REQUIREMENT
Copy out exactly, and only, the lines from the one containing "reading: 976 mbar" through the end of the entries. No pictures.

DATA SHOWN
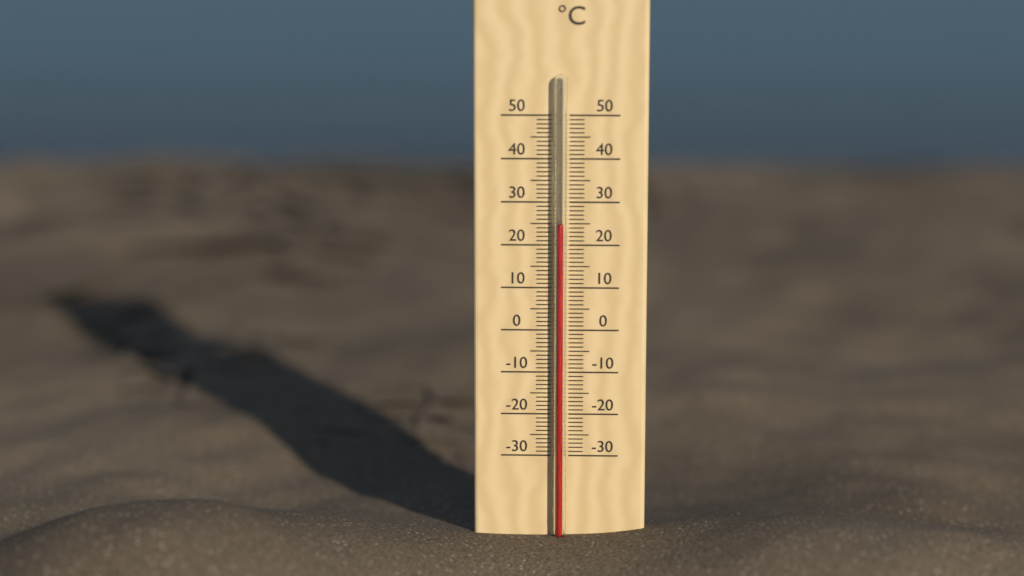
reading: 25 °C
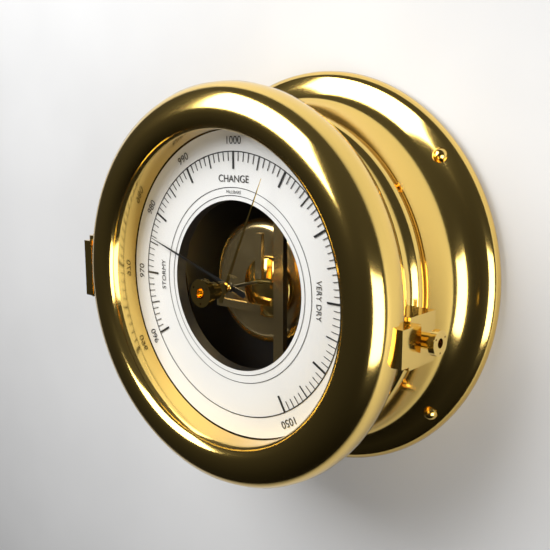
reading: 976 mbar
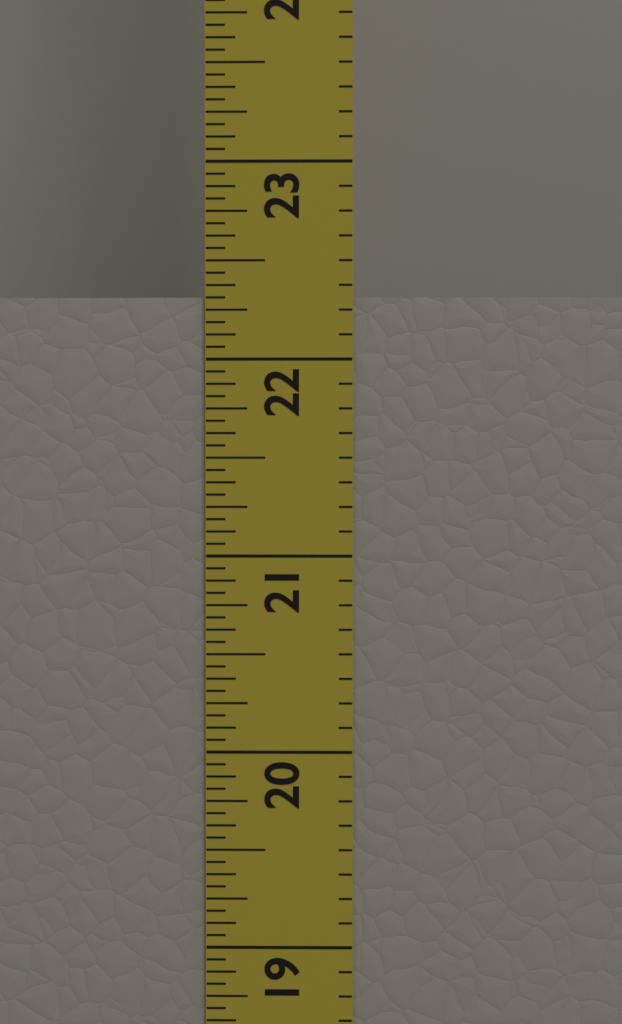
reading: 22.3125 in
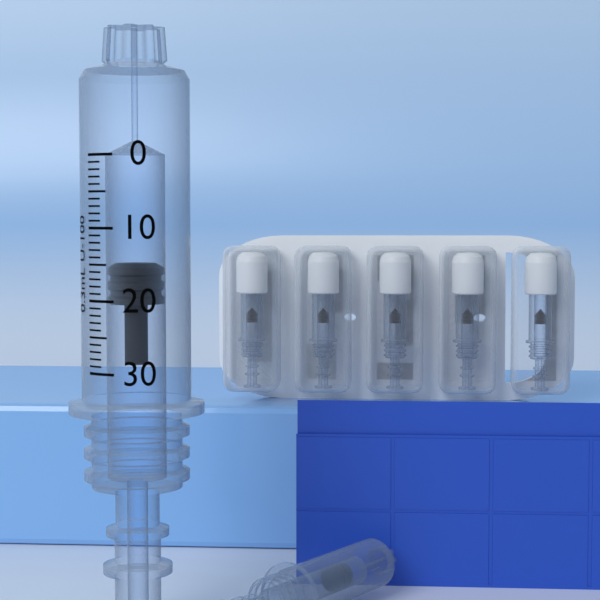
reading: 15 units
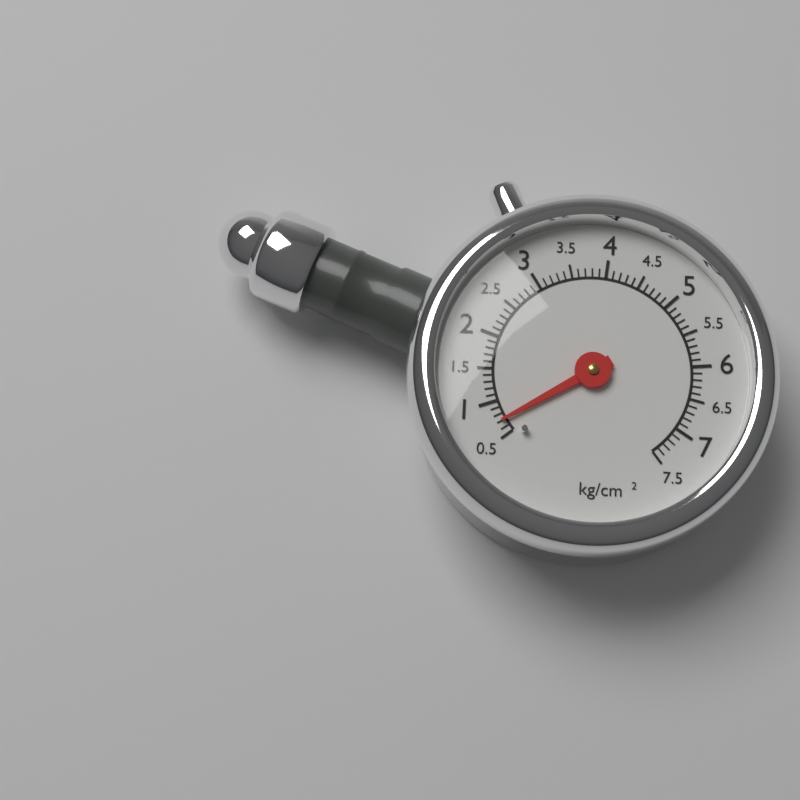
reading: 0.7 kg/cm²
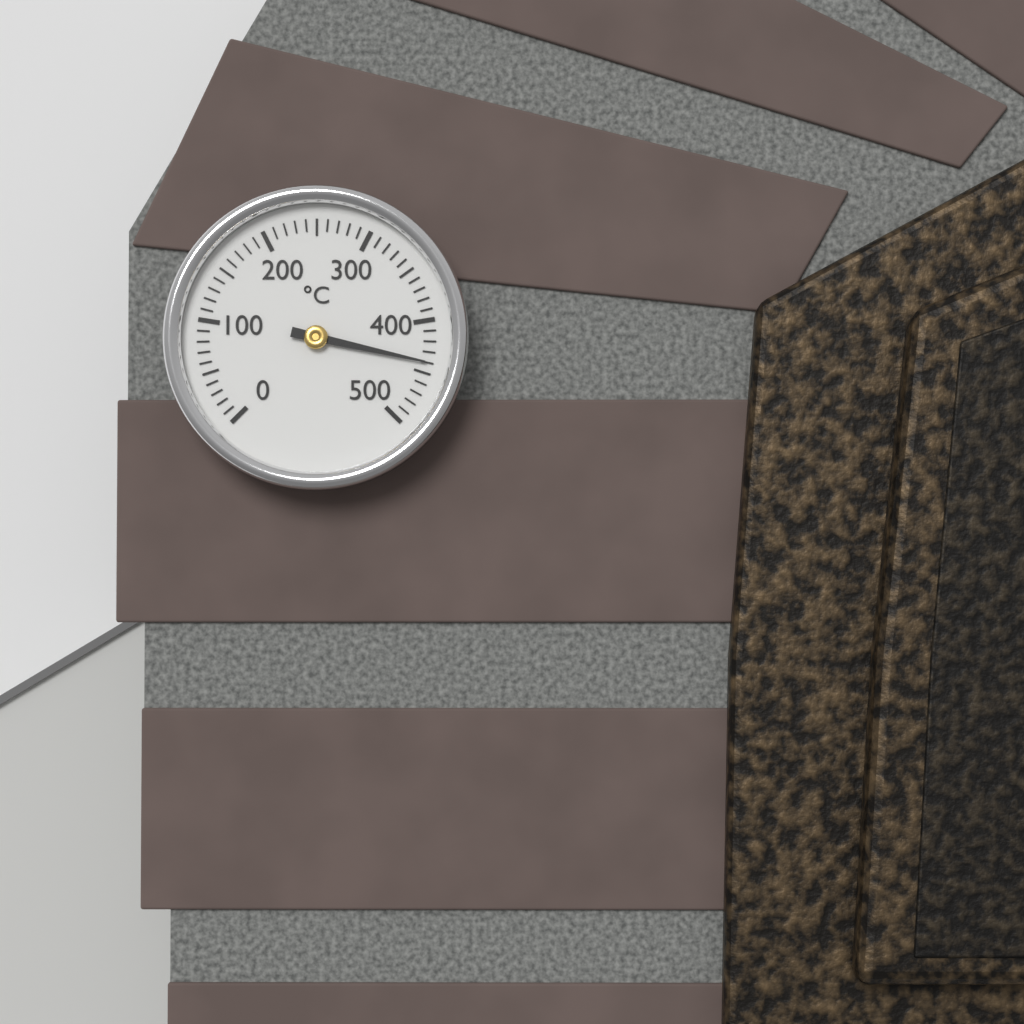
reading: 440 °C
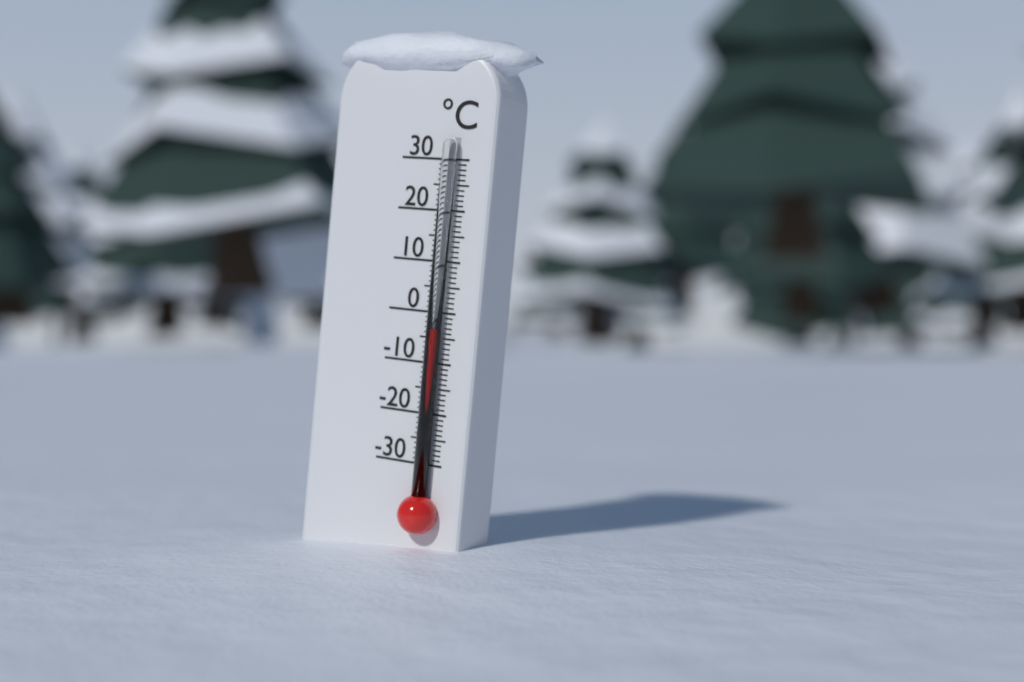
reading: -3 °C
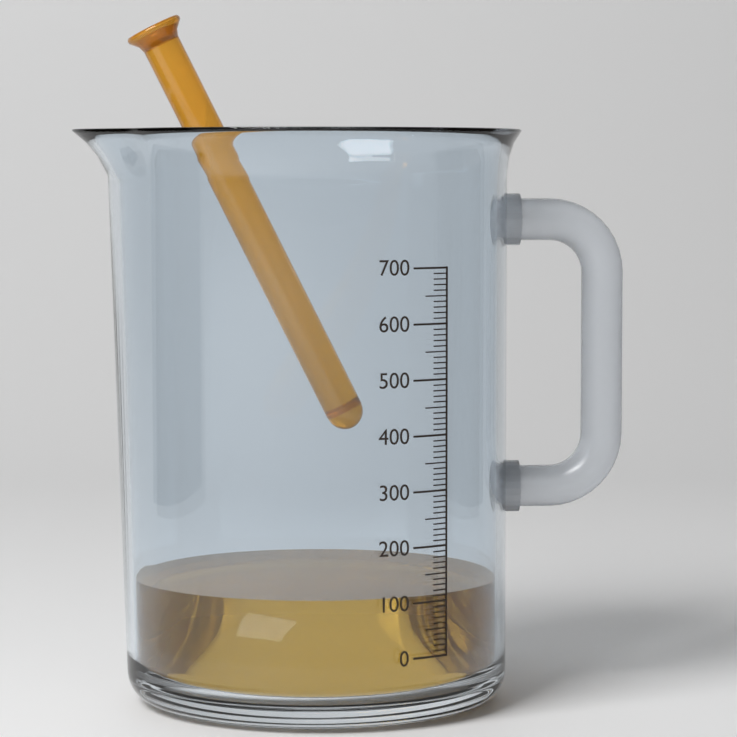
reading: 110 (no unit)
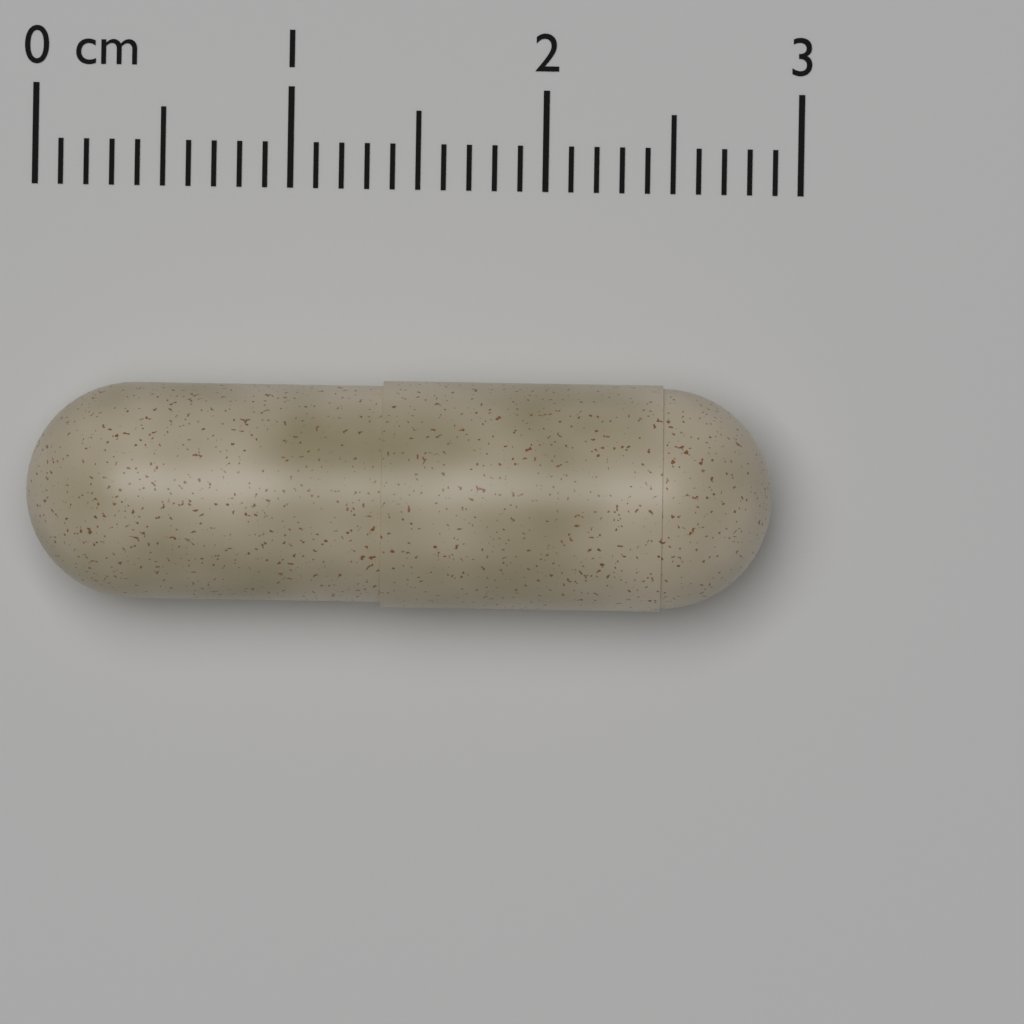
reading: 2.9 cm
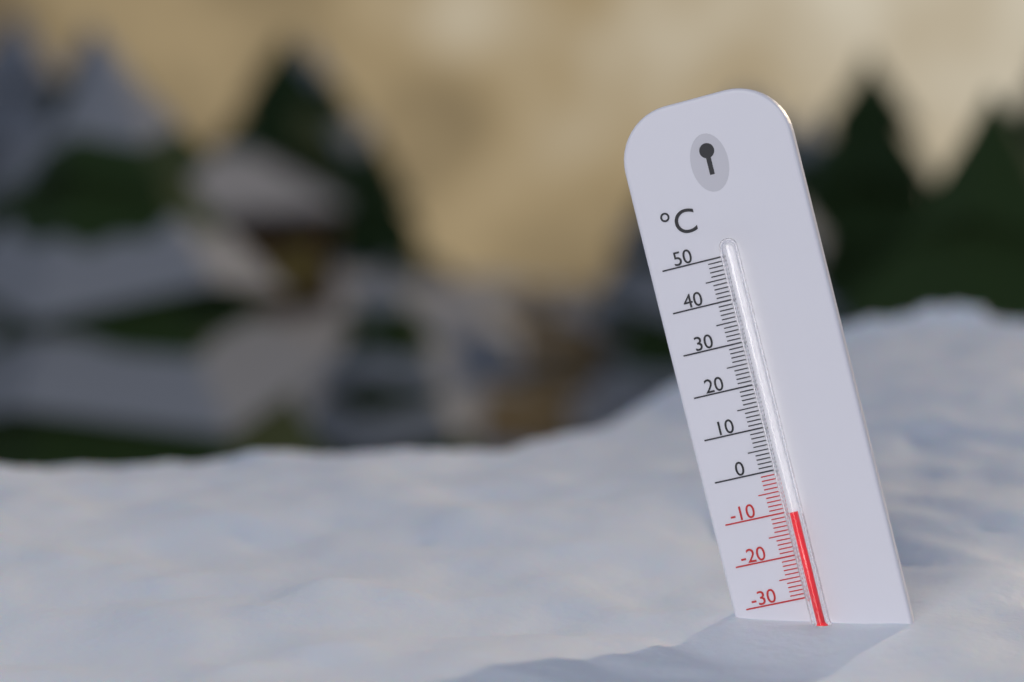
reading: -10 °C
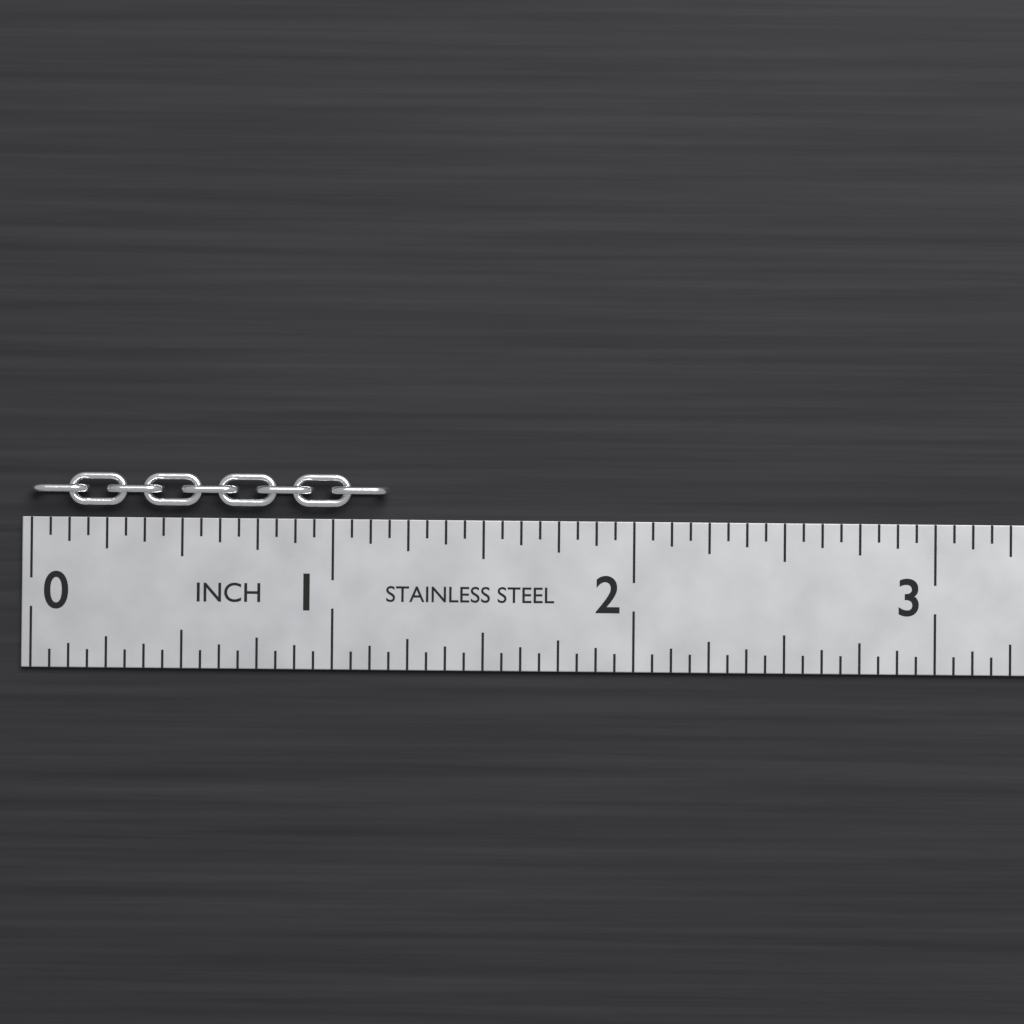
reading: 1.1875 in
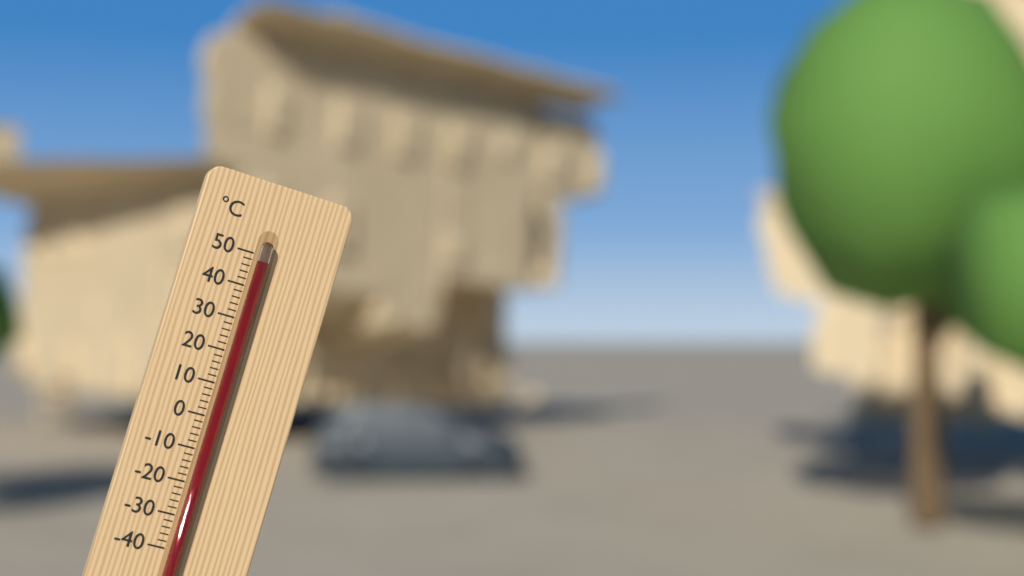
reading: 48 °C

WRITTEN SOLUTION
reading: 976 mbar
reading: 22.3125 in
reading: 15 units
reading: 0.7 kg/cm²
reading: 440 °C
reading: -3 °C
reading: 110 (no unit)
reading: 2.9 cm
reading: -10 °C
reading: 1.1875 in
reading: 48 °C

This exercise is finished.